What is the best city event you’ve attended? It’s a toss-up between Patti Smith’s concert in a parking lot and the DeVotchKa show at The Basement.

What’s your Nashville neighborhood and why do you like it? East of East Nashville. Peaceful, nice old Tudor-style house with lots of land, near Shelby Bottoms and the new pedestrian bridge, Turnip Truck, Rumors East and Marché.

Why is Nashville is a great place to call home? The people are great, so many restaurants to choose from and you can’t find a better city for all kinds of music. I also like its size—in a metropolitan region our size, one person can make a difference.

Which exhibit are you most excited about? “Paint Made Flesh,” because it adds to the scholarship of late 20th and early 21st century art through great catalogue essays by world-renowned art historians, while enabling us to fulfill our mandate of helping visitors to connect with art in meaningful ways. Everyone experiences the world through the body, and the artists in the exhibition provide a common language to help us see and discuss the things of the flesh in the context of self, art and history.

Your best secret for navigating downtown? Avoid downtown on game day. We live in East Nashville.

Favorite local celebrity? Does Alison Krauss live in Nashville?

What charitable cause or organization you are most committed to? Rocketown. I especially like their ever-changing graffiti. Those guys are good.

If you were to take visitors to one residential street in the city—which one would it be? Eastland Avenue between Gallatin Road and Chapel Avenue—just cool old houses and a slight funk factor.
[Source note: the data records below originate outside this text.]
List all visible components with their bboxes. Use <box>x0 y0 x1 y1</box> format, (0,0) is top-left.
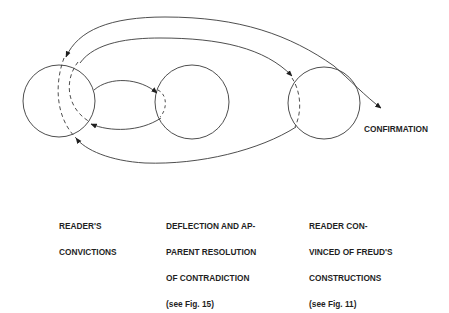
label-line: (see Fig. 15) <box>166 300 256 309</box>
arrow-to-confirmation <box>334 66 381 108</box>
arrow-left-to-middle <box>94 81 157 93</box>
arrow-inner-top <box>80 38 292 76</box>
label-line: CONSTRUCTIONS <box>309 274 393 283</box>
label-line: (see Fig. 11) <box>309 300 393 309</box>
label-line: PARENT RESOLUTION <box>166 248 256 257</box>
label-line: CONVICTIONS <box>59 248 117 257</box>
label-line: VINCED OF FREUD'S <box>309 248 393 257</box>
arrow-bottom <box>76 127 296 163</box>
node-circle-deflection <box>155 65 229 139</box>
label-reader-convinced: READER CON- VINCED OF FREUD'S CONSTRUCTI… <box>309 205 393 313</box>
arrow-outer-top <box>66 17 334 66</box>
dashed-path-right <box>292 78 300 127</box>
dashed-path-middle <box>158 90 165 117</box>
arrow-middle-to-left <box>91 118 161 129</box>
label-deflection: DEFLECTION AND AP- PARENT RESOLUTION OF … <box>166 205 256 313</box>
label-confirmation: CONFIRMATION <box>364 108 428 142</box>
node-circle-reader-convinced <box>288 67 360 139</box>
label-line: READER CON- <box>309 222 393 231</box>
label-line: READER'S <box>59 222 117 231</box>
confirmation-text: CONFIRMATION <box>364 125 428 134</box>
label-readers-convictions: READER'S CONVICTIONS <box>59 205 117 265</box>
label-line: OF CONTRADICTION <box>166 274 256 283</box>
label-line: DEFLECTION AND AP- <box>166 222 256 231</box>
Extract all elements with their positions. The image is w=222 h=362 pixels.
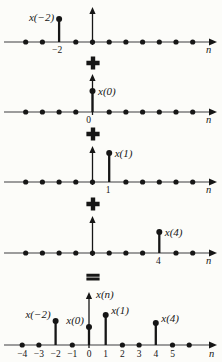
impulse-label: x(0)	[65, 314, 84, 327]
impulse-dot	[103, 312, 109, 318]
sample-dot	[157, 109, 162, 114]
amplitude-axis-arrow-icon	[89, 74, 95, 81]
tick-label: 0	[86, 115, 91, 125]
impulse-label: x(−2)	[24, 308, 50, 321]
impulse-label: x(−2)	[28, 11, 54, 24]
tick-label: 1	[103, 349, 108, 359]
sample-dot	[73, 179, 78, 184]
sample-dot	[190, 39, 195, 44]
sample-dot	[107, 109, 112, 114]
impulse-dot	[86, 324, 92, 330]
impulse-label: x(1)	[110, 304, 129, 317]
amplitude-axis-arrow-icon	[86, 292, 92, 299]
amplitude-axis-arrow-icon	[89, 7, 95, 14]
tick-label: 3	[137, 349, 142, 359]
impulse-dot	[153, 320, 159, 326]
n-axis-label: n	[206, 184, 211, 195]
sample-dot	[73, 250, 78, 255]
tick-label: 0	[87, 349, 92, 359]
impulse-dot	[56, 16, 62, 22]
amplitude-axis-label: x(n)	[95, 288, 114, 301]
sample-dot	[173, 250, 178, 255]
impulse-label: x(4)	[160, 312, 179, 325]
plus-operator-icon	[86, 127, 99, 140]
n-axis-label: n	[206, 255, 211, 266]
impulse-label: x(4)	[164, 226, 183, 239]
sample-dot	[123, 179, 128, 184]
tick-label: 1	[106, 185, 111, 195]
tick-label: 4	[156, 256, 161, 266]
sample-dot	[90, 250, 95, 255]
signal-decomposition-figure: x(−2)−2nx(0)0nx(1)1nx(4)4nx(−2)x(0)x(1)x…	[0, 0, 222, 362]
tick-label: −2	[52, 45, 62, 55]
sample-dot	[140, 179, 145, 184]
sample-dot	[190, 109, 195, 114]
sample-dot	[173, 39, 178, 44]
sample-dot	[140, 39, 145, 44]
sample-dot	[137, 342, 142, 347]
sample-dot	[23, 179, 28, 184]
impulse-label: x(1)	[114, 147, 133, 160]
sample-dot	[107, 250, 112, 255]
sample-dot	[57, 109, 62, 114]
sample-dot	[90, 179, 95, 184]
amplitude-axis-arrow-icon	[89, 216, 95, 223]
sample-dot	[23, 109, 28, 114]
sample-dot	[173, 109, 178, 114]
sample-dot	[73, 109, 78, 114]
sample-dot	[70, 342, 75, 347]
sample-dot	[157, 39, 162, 44]
amplitude-axis-arrow-icon	[89, 146, 95, 153]
sample-dot	[123, 109, 128, 114]
tick-label: −1	[67, 349, 77, 359]
impulse-dot	[156, 229, 162, 235]
sample-dot	[57, 250, 62, 255]
tick-label: 4	[153, 349, 158, 359]
equals-operator-icon	[86, 274, 99, 281]
sample-dot	[190, 179, 195, 184]
n-axis-label: n	[206, 114, 211, 125]
sample-dot	[23, 39, 28, 44]
sample-dot	[190, 250, 195, 255]
impulse-dot	[90, 88, 96, 94]
sample-dot	[123, 39, 128, 44]
impulse-dot	[53, 318, 59, 324]
sample-dot	[20, 342, 25, 347]
plus-operator-icon	[86, 197, 99, 210]
impulse-label: x(0)	[97, 85, 116, 98]
tick-label: 5	[170, 349, 175, 359]
sample-dot	[107, 39, 112, 44]
impulse-dot	[106, 150, 112, 156]
sample-dot	[120, 342, 125, 347]
sample-dot	[140, 250, 145, 255]
sample-dot	[57, 179, 62, 184]
plus-operator-icon	[86, 56, 99, 69]
sample-dot	[40, 250, 45, 255]
sample-dot	[187, 342, 192, 347]
n-axis-label: n	[206, 44, 211, 55]
sample-dot	[173, 179, 178, 184]
sample-dot	[23, 250, 28, 255]
sample-dot	[40, 109, 45, 114]
sample-dot	[140, 109, 145, 114]
sample-dot	[40, 39, 45, 44]
sample-dot	[170, 342, 175, 347]
n-axis-label: n	[209, 348, 214, 359]
figure-canvas: x(−2)−2nx(0)0nx(1)1nx(4)4nx(−2)x(0)x(1)x…	[0, 0, 222, 362]
tick-label: −2	[51, 349, 61, 359]
sample-dot	[157, 179, 162, 184]
sample-dot	[90, 39, 95, 44]
sample-dot	[73, 39, 78, 44]
sample-dot	[123, 250, 128, 255]
tick-label: −4	[17, 349, 27, 359]
sample-dot	[36, 342, 41, 347]
sample-dot	[40, 179, 45, 184]
tick-label: 2	[120, 349, 125, 359]
tick-label: −3	[34, 349, 44, 359]
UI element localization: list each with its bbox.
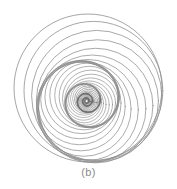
- spiral-of-circles-figure: [0, 0, 177, 175]
- figure-panel: (b): [0, 0, 177, 189]
- figure-caption: (b): [0, 166, 177, 178]
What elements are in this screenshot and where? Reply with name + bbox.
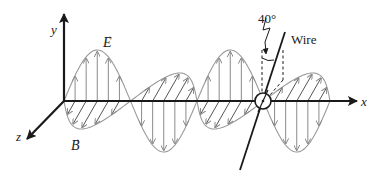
z-axis [27,101,64,139]
magnetic-field-label: → B [71,139,80,153]
z-axis-label: z [16,130,21,143]
vector-arrow-icon: → [71,134,80,144]
angle-arc [262,58,274,61]
vector-arrow-icon: → [103,31,112,41]
angle-label: 40° [258,12,276,25]
x-axis-label: x [361,95,367,108]
em-wave-diagram: y x z → E → B 40° Wire [0,0,375,178]
y-axis-label: y [51,23,57,36]
wire-label: Wire [291,33,316,46]
electric-field-label: → E [103,36,112,50]
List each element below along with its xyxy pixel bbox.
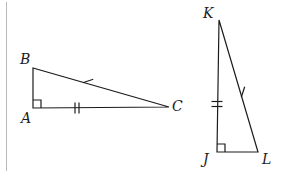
triangle-outline-abc (33, 68, 169, 108)
right-angle-marker-a (33, 100, 41, 108)
tick-mark-kl-1 (241, 87, 244, 97)
triangle-outline-jkl (217, 20, 258, 152)
vertex-label-l: L (262, 152, 271, 166)
vertex-label-b: B (20, 52, 30, 66)
geometry-figure: BACKJL (0, 0, 285, 173)
triangle-abc (33, 68, 169, 114)
vertex-label-c: C (172, 99, 183, 113)
vertex-label-j: J (203, 152, 209, 166)
tick-mark-bc-1 (83, 79, 93, 82)
triangle-jkl (212, 20, 259, 152)
right-angle-marker-j (217, 144, 225, 152)
vertex-label-k: K (203, 6, 213, 20)
figure-canvas (0, 0, 285, 173)
diagram-geometry (7, 2, 259, 171)
vertex-label-a: A (21, 111, 31, 125)
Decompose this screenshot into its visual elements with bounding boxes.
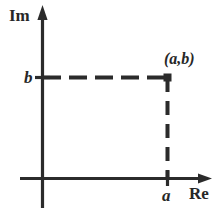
- real-axis-arrowhead-icon: [198, 173, 212, 183]
- point-marker-ab: [164, 74, 172, 82]
- tick-label-b: b: [24, 69, 33, 86]
- real-axis-label: Re: [189, 185, 209, 202]
- diagram-canvas: [0, 0, 223, 210]
- imaginary-axis-label: Im: [9, 7, 30, 24]
- point-label-ab: (a,b): [164, 51, 195, 67]
- complex-plane-diagram: Im Re b a (a,b): [0, 0, 223, 210]
- imaginary-axis-arrowhead-icon: [37, 5, 47, 20]
- tick-label-a: a: [162, 187, 171, 204]
- real-axis: [20, 173, 212, 183]
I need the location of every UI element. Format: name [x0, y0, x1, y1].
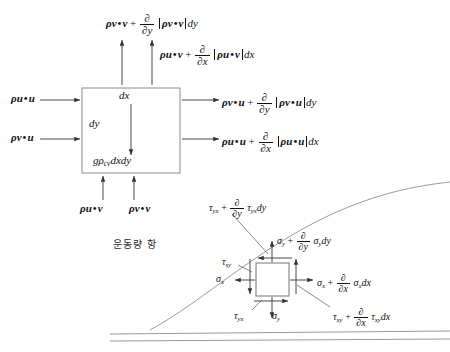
partial-derivative-fraction: ∂ ∂x	[259, 131, 273, 154]
flux-label-bottom-right: ρv•v	[129, 203, 150, 214]
partial-derivative-fraction: ∂ ∂x	[195, 44, 209, 67]
stress-label-sigma-y-bottom: σy	[272, 311, 280, 323]
leader-tau-yx-bottom	[252, 300, 262, 310]
partial-derivative-fraction: ∂ ∂y	[230, 198, 243, 219]
figure-canvas: ρv•v + ∂ ∂y ρv•vdy ρu•v + ∂ ∂x ρu•vdx ρu…	[0, 0, 450, 352]
partial-derivative-fraction: ∂ ∂x	[354, 307, 367, 328]
flux-label-left-upper: ρu•u	[11, 93, 35, 104]
flux-label-right-upper: ρv•u + ∂ ∂y ρv•udy	[222, 92, 316, 115]
flux-label-left-lower: ρv•u	[11, 132, 34, 143]
partial-derivative-fraction: ∂ ∂y	[140, 13, 154, 36]
flux-label-top-left: ρv•v + ∂ ∂y ρv•vdy	[106, 13, 198, 36]
boundary-layer-curve	[150, 182, 450, 330]
control-volume-dx-label: dx	[119, 90, 129, 101]
stress-label-tau-sy-left: τsy	[222, 257, 231, 269]
stress-label-tau-xy-right: τxy + ∂ ∂x τxydx	[333, 307, 390, 328]
flux-label-bottom-left: ρu•v	[80, 203, 103, 214]
wall-line-upper	[110, 331, 450, 334]
stress-label-sigma-x-left: σx	[216, 274, 224, 286]
control-volume-dy-label: dy	[89, 118, 99, 129]
body-force-label: gρcvdxdy	[93, 155, 131, 168]
partial-derivative-fraction: ∂ ∂y	[257, 92, 271, 115]
flux-label-right-lower: ρu•u + ∂ ∂x ρu•udx	[222, 131, 319, 154]
partial-derivative-fraction: ∂ ∂y	[297, 231, 310, 252]
partial-derivative-fraction: ∂ ∂x	[337, 273, 350, 294]
stress-label-tau-yx-bottom: τyx	[234, 311, 244, 323]
stress-label-tau-yx-top: τyx + ∂ ∂y τyxdy	[209, 198, 266, 219]
leader-tau-yx-top	[232, 214, 268, 254]
stress-element-square	[256, 263, 289, 296]
flux-label-top-right: ρu•v + ∂ ∂x ρu•vdx	[160, 44, 254, 67]
wall-line-lower	[110, 339, 450, 341]
korean-annotation: 운동량 항	[113, 240, 157, 250]
stress-label-sigma-y-top: σy + ∂ ∂y σydy	[277, 231, 331, 252]
stress-label-sigma-x-right: σx + ∂ ∂x σxdx	[317, 273, 371, 294]
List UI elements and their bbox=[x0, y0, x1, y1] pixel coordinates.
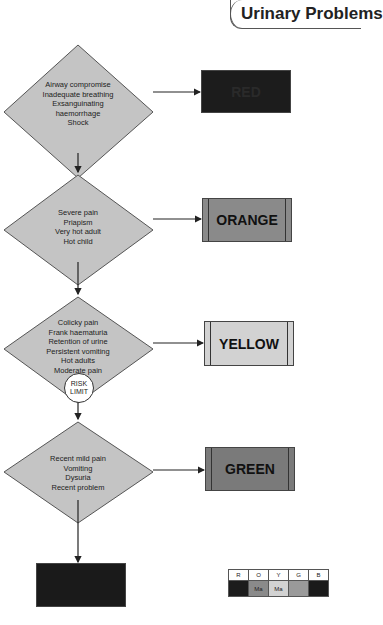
risk-limit-marker: RISKLIMIT bbox=[64, 373, 94, 403]
outcome-yellow-label: YELLOW bbox=[219, 336, 279, 352]
stripe-right bbox=[285, 199, 291, 241]
legend-header-y: Y bbox=[269, 570, 289, 581]
decision-text-2: Severe painPriapismVery hot adultHot chi… bbox=[30, 208, 126, 246]
legend-swatch-r bbox=[229, 581, 249, 597]
stripe-left bbox=[206, 448, 212, 490]
legend-header-o: O bbox=[249, 570, 269, 581]
legend-swatch-b bbox=[309, 581, 329, 597]
outcome-orange: ORANGE bbox=[202, 198, 292, 242]
outcome-blue: BLUE bbox=[36, 563, 126, 607]
legend-header-g: G bbox=[289, 570, 309, 581]
legend-header-b: B bbox=[309, 570, 329, 581]
legend-swatch-y: Ma bbox=[269, 581, 289, 597]
stripe-left bbox=[203, 199, 209, 241]
outcome-blue-label: BLUE bbox=[62, 577, 100, 593]
outcome-red: RED bbox=[201, 70, 291, 113]
decision-text-3: Colicky painFrank haematuriaRetention of… bbox=[28, 318, 128, 375]
legend-swatch-row: Ma Ma bbox=[229, 581, 329, 597]
triage-legend-table: R O Y G B Ma Ma bbox=[228, 569, 329, 597]
stripe-right bbox=[287, 322, 293, 365]
legend-header-row: R O Y G B bbox=[229, 570, 329, 581]
legend-header-r: R bbox=[229, 570, 249, 581]
outcome-green-label: GREEN bbox=[225, 461, 275, 477]
outcome-yellow: YELLOW bbox=[204, 321, 294, 366]
decision-text-1: Airway compromiseInadequate breathingExs… bbox=[30, 80, 126, 128]
decision-text-4: Recent mild painVomitingDysuriaRecent pr… bbox=[30, 454, 126, 492]
legend-swatch-o: Ma bbox=[249, 581, 269, 597]
outcome-red-label: RED bbox=[231, 84, 261, 100]
outcome-orange-label: ORANGE bbox=[216, 212, 277, 228]
outcome-green: GREEN bbox=[205, 447, 295, 491]
stripe-left bbox=[205, 322, 211, 365]
legend-swatch-g bbox=[289, 581, 309, 597]
stripe-right bbox=[288, 448, 294, 490]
What are your favorite places to shop? Lazzaroli, Corrieri’s Formaggeria, Trader Joe’s, Woodland Wine Merchant and, of course, Goodwill (for my radically chic sons).

What’s the one thing you’d like to see change to improve the lifestyles of Nashville residents? I would love to see an architecture boom, with adventuresome new structures becoming part of our urban landscape. This could accompany an increase in daring public art projects, letting the world see at first glance what a creative community Nashville has.